When audiophiles tell me they hate horns, my usual response is, well, you’ve never heard conical horns. If they argue, I simply ask them what company’s conical horn loudspeakers they have heard? Because there are none. OMA is the first company to ever make hifi conical loudspeakers, and there are only a handful of pro companies (actually the best ones) which make conical loudspeakers for use in concerts or venues.

Sometimes audiophiles tell me how much they hated horns after hearing conicals for the first time, such as in our showroom, and its typically offered as a heartfelt confession. “I thought I would hate them, but they don’t sound like horns.”

You may wonder, if conical horns are so great, why is OMA the only company that makes them (for domestic use.) The answer is simple.

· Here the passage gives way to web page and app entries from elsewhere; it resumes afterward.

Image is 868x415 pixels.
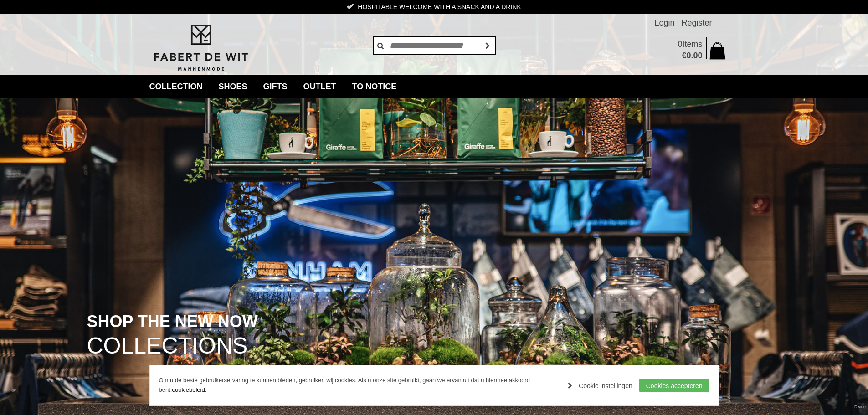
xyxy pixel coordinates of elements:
[568,379,633,393] a: Cookie instellingen
[352,82,397,91] font: To notice
[87,333,248,359] font: COLLECTIONS
[87,312,258,331] font: SHOP THE NEW NOW
[639,378,709,392] a: Cookies accepteren
[654,14,675,32] a: Login
[682,51,686,60] font: €
[654,18,675,27] font: Login
[142,75,210,98] a: collection
[682,40,702,49] font: Items
[219,82,248,91] font: Shoes
[263,82,288,91] font: Gifts
[150,82,203,91] font: collection
[681,14,712,32] a: Register
[678,40,682,49] font: 0
[345,75,404,98] a: To notice
[256,75,294,98] a: Gifts
[303,82,336,91] font: Outlet
[297,75,343,98] a: Outlet
[212,75,254,98] a: Shoes
[854,401,865,413] a: Divide
[681,18,712,27] font: Register
[159,376,559,395] p: Om u de beste gebruikerservaring te kunnen bieden, gebruiken wij cookies. Als u onze site gebruik...
[150,24,252,73] img: Fabert de Wit
[686,51,702,60] font: 0.00
[172,386,205,393] a: cookiebeleid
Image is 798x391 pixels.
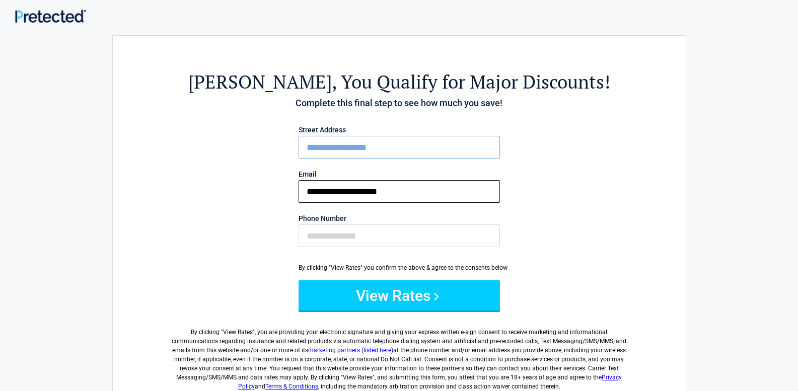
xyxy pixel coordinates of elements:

Size. Conical horns are a lot bigger than their curved cousins. The reason the AR1 was such a huge success, and why it put most horn speaker companies out of business, is size (and cost, which follows from size.) The whole history of audio for the last 50 plus years has been making things smaller and cheaper. Conicals are neither and horns in general have not been on the home audio map since gas was 20 cents a gallon.

Before electronic microphones and amplifiers arrived in the mid 1920’s all recording was done by the musician or singer performing into a big horn. Its the exact reverse of what we do at OMA- the energy coming from the musician’s instrument or singers voice is concentrated by the horn onto a little device which physically cut the groove into a record. The funny thing is that when you look at the historical photos, you only see conical horns, never curved ones (which were used exclusively on the phonographs of the era.) It seems they already knew that the conical horn was the only one which did not color the sound of the performance. They didn’t have the benefit of all our science and technology. They just used their ears.